Right now, Mobius is one of the people who are sitting tight inside the dark TVA cave, seeing the shadows projected onto the wall going about their lives outside, and thinking this is all there is to reality. Brad, on the other hand, actually left the cave and came back to tell people about what is really outside, but it’s not easy to face this kind of revelation. Mobius’s current reality as a TVA Agent is safe, and living it means he has a purpose and is important. This is something he takes very seriously — doing his job just right — even though he doesn’t fully understand it, and is starting to see what’s behind some of the shadows on the allegorical cave wall.

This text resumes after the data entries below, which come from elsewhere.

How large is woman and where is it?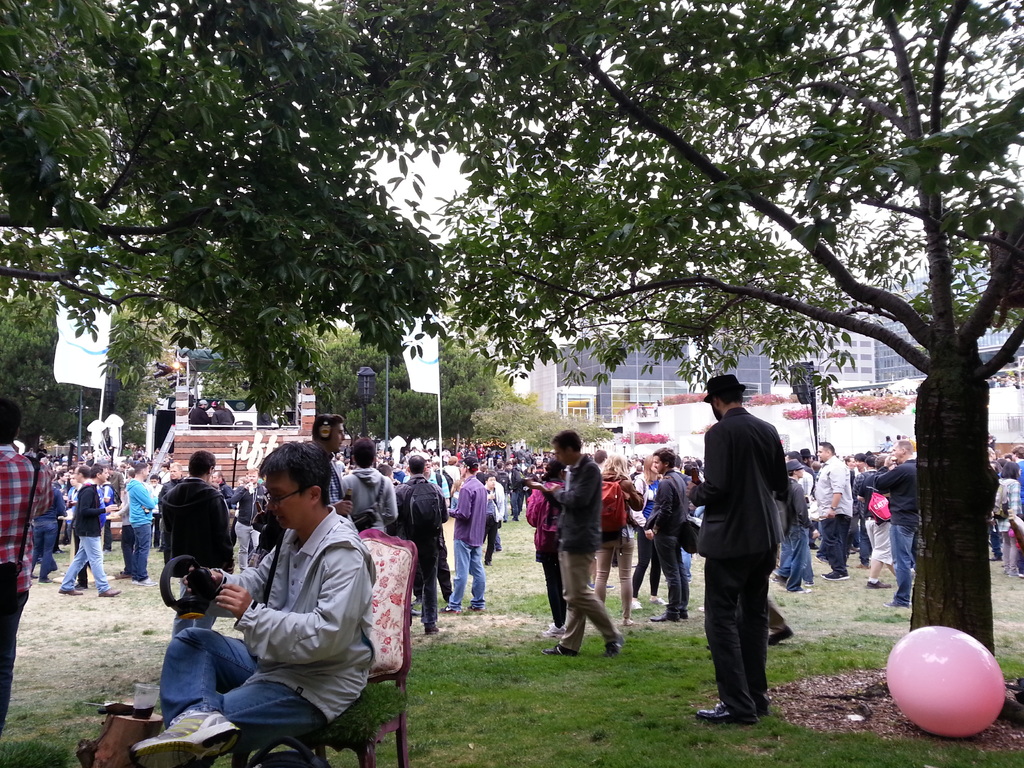
Bounding box: [504, 461, 527, 519].
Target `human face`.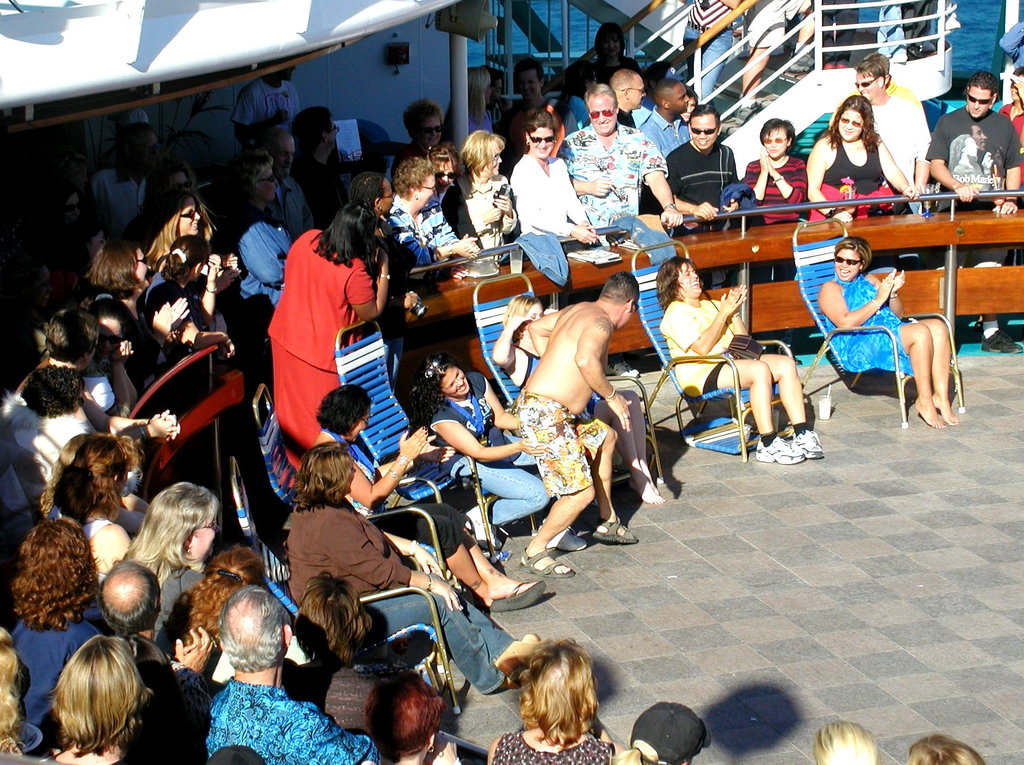
Target region: <region>484, 149, 502, 178</region>.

Some people go through life opting to stay inside the cave and are perfectly fine with this decision. This isn’t really something inherently good or bad, just something to be reflected upon in terms of cause and consequences. But that’s for real life, not for someone like Mobius. Right now, he’s a sort of shatter point, a liability inside the TVA, with the potential to bring everything down with him if he were to find out what his life was like before the TVA. His being the perfect TVA employee is what holds everything together, even if he’s not aware of it; but, at the same time, he has a right to know what’s really happening outside the cave, and there’s no way of knowing what will happen if he ever does. He may be in for a surprise knowing his life at the TVA is better, but there’s also the very real possibility that his life was great too — just look at Brad.

RELATED: Who Is Zaniac? Explaining ‘Loki’ Season 2’s Weirdest Easter Egg

Will We Ever See Mobius on His Jet Ski in ‘Loki’?

Owen Wilson as Mobius in Loki on Disney+
Image via Marvel

Another relevant reference about Mobius and his arc this season is Brad calling him a “nowhere man.” That’s the name of one of the best songs by The Beatles, in which John Lennon describes a man who “doesn’t have a point of view” and “knows not where he’s going to,” and begs him to “please listen” because he doesn’t know what he’s missing. The world is at his command, but “he’s as blind as he can be and just sees what he wants to see.” This sounds a lot like Loki talking to Mobius about what his life was like before the TVA, and, even though Mobius refuses, it does seem like we’re going to see it.

The possibility of Mobius missing out on an awesome life in the Sacred Timeline is actually very big. In Season 1, it’s established that he has a weird fixation on jet skis. This is funny at first, but, over time, it began to make a lot more sense. The reveal that every TVA employee is actually a variant means all of them had lives before, and Mobius’ love for jet skis is definitely a hint about what he used to do then. In fact, the teasers and trailers for Loki Season 2 all show Loki himself time slipping and reappearing in front of a place called Piranha Powerstore, which has two jet skis at the entrance. It seems that a life of jet skis and water sports is at Mobius’ command should he want it, he just doesn’t know it yet.